Six Sigma is a framework that was designed to eliminate waste and improve the customer experience. It was introduced to our mainstream business culture in the 1980’s when Bill Smith, an engineer for Motorola, first introduced the concept.
The smart guy will outsmart himself. The lucky guy will run out of luck. The money guy will never have the desire. But hard work will take you anywhere you want to go.Bill Smith
Today, according to many business development experts, Six Sigma is the most popular quality improvement methodology in history. It is used worldwide across a diverse range of organizations including nonprofits, prisons, hospitals, banks, and corporations. The article will look more closely at what Six Sigma is, what the benefits are of using it, and how businesses can successfully implement it.
What is Six Sigma?
So what does it mean to be a Six Sigma organization? If you are running a Six Sigma organization, then for every million opportunities there are no more than 3.4 inefficiencies. In other words, it demands results that are close to perfection.
If this sounds extreme or unrealistic to you then consider the alternatives. If a business was operating at a Three Sigma level, this would mean that for every million opportunities there would be 66,807 defects.
Or to put it another way, if a pharmacy operated at a Three Sigma level this would mean that there would be 54,000 incorrect drug prescriptions every year. At a Six Sigma level, that same pharmacy would have three incorrect drug prescriptions each year.
The ultimate goal is to improve the experience for the customer by eliminating variation. Variation is simply deviating from what the customer expects and it can cause your customers to quickly lose faith in your company. Variation tells your customers that you are inconsistent and don’t deliver predictable results.
DMAIC
Six Sigma is usually accomplished by implementing the basic methodology DMAIC. DMAIC stands for define, measurement, analysis, improvement, and control and it has helped many businesses get rid of waste.
- Design: During this phase, your team will clearly outline what the problem is. You will also decide on a goal and evaluate all the tools and resources available to you.
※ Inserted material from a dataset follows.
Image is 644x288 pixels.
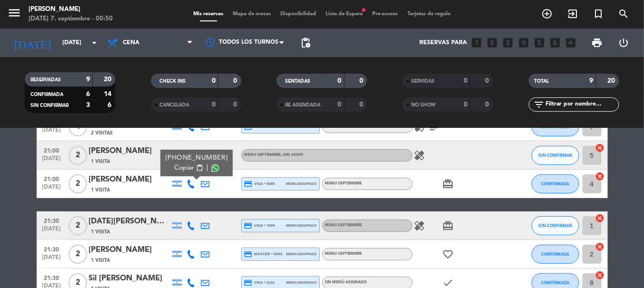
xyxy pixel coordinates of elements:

- Measurement: Next your team will look more closely at the process that is already in place and measure its performance. By evaluating how the process is performing you will have a better idea of what improvement is needed.
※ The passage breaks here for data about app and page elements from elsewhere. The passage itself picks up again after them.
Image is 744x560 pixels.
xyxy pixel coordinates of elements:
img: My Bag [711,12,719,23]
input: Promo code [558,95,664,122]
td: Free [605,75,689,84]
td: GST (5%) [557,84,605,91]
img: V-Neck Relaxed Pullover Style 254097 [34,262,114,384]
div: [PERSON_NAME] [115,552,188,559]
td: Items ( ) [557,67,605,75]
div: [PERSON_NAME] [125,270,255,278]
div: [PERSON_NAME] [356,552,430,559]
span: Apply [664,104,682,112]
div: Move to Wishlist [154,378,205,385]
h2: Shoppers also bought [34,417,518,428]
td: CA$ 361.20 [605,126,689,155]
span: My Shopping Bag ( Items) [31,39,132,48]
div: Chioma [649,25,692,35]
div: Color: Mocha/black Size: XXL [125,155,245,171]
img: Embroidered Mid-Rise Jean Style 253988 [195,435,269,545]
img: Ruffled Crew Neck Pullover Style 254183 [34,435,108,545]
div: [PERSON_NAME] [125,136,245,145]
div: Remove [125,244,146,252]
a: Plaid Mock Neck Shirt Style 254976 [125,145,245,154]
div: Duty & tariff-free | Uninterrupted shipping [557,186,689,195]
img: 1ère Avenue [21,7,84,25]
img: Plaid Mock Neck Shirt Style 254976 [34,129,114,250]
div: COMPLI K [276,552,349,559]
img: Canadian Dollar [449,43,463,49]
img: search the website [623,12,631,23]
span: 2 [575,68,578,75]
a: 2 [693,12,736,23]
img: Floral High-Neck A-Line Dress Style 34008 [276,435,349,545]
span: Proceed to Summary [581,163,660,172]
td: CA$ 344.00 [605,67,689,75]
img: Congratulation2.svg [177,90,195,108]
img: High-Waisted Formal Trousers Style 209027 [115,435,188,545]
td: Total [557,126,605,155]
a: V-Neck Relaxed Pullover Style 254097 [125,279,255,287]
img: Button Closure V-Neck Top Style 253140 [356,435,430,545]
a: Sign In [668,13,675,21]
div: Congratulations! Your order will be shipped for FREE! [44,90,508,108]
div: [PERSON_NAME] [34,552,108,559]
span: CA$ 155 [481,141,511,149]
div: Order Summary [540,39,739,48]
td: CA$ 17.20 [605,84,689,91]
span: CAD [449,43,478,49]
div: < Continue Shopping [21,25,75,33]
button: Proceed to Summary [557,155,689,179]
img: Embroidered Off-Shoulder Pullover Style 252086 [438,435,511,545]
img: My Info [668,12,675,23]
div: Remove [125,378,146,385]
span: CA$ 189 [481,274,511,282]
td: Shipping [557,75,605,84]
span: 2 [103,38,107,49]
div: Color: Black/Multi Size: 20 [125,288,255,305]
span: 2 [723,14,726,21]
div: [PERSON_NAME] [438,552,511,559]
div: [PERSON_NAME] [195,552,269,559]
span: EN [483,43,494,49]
- Analysis: When your team analyzes the problem, you will try to discover the root cause of that problem.
- Improvement: Once the problem has been identified, your team is ready to brainstorm possible solutions and put a plan in place.
- Control: This is the final step and it involves creating systems to control the process performance. This is important because, without it, you may just end up dealing with the exact same issue in another six months.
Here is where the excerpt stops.